MX Sensor

oldboy

New member
Does a light meter now give you the correct exposure when using the new MX? So if the meter is set to 800 or 640 ISO (etc) and the camera is at either 800 or 640 the reading your meter will get will be the correct lens stop? I know most digital cameras its good to get ratios and make things quicker rather than always moving the camera to check but I've heard the MX and will directly coincide with your meter.

Also when shooting at 800 do you have to process it at 320 to get your highlight information/DR? Or does shooting and processing at 800 still give you improved DR?
 
If you are shooting charts in frontal light, then yes, your meter at the same ASA + Shutter Speed should give you the correct exposure for the chart. However, in the real world, we don't shoot charts in front light, we shoot all sorts of things in all sorts of light. And I've often found myself underexposing a bit under what my meter tells me to do with digital cameras in general, I guess because a fully-exposed face looks a bit too bright to me in most situations except outside in frontal sunlight.

As for processing the info, it sort of depends -- I found that when using the original RedGamma output that I was losing a tiny bit of overexposure detail, so it would have made more sense to pick an ASA output that was a 1/3-stop lower than the shooting ASA setting. But now with RedGamma 2, I think that problem was solved. And I assume RedLog Film or whatever it is called retains all the DR in the original capture.

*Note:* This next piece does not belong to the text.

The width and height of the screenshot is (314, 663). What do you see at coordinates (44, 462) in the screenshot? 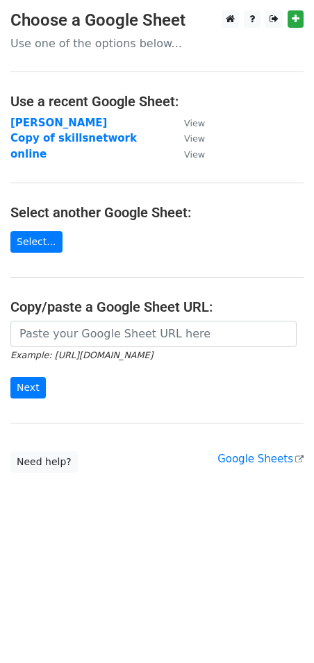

So you shouldn't have to process the footage at a lower ASA rating if you select the right output format, but you should test to see if there is more recoverable highlight information between using the correct ASA and one that is lower than what you shot at.
 
Thank you.

Also it seems like a lot of people tend to shoot with it at 800 outside. It just seems hard to wrap my mind around shooting at such a high ISO in daylight. Esp. with the risk of IR with the amount of ND you need. Is this something you would recommend? Or should a lower ISO like 500 be used? THanks
 
I use 500 ASA outside, it's not that much lower than 800 ASA, just a 2/3-stop difference. Yes, it's a pain to use heavy ND with their color shifts. I use ND IR at that level (ND1.2, 1.5) but the color is often still a bit off and will have to be timed in post to match the shots done with lighter ND, but that's OK.

Right now though I'm in Canada where 800 ASA is barely enough on some days, it's so overcast.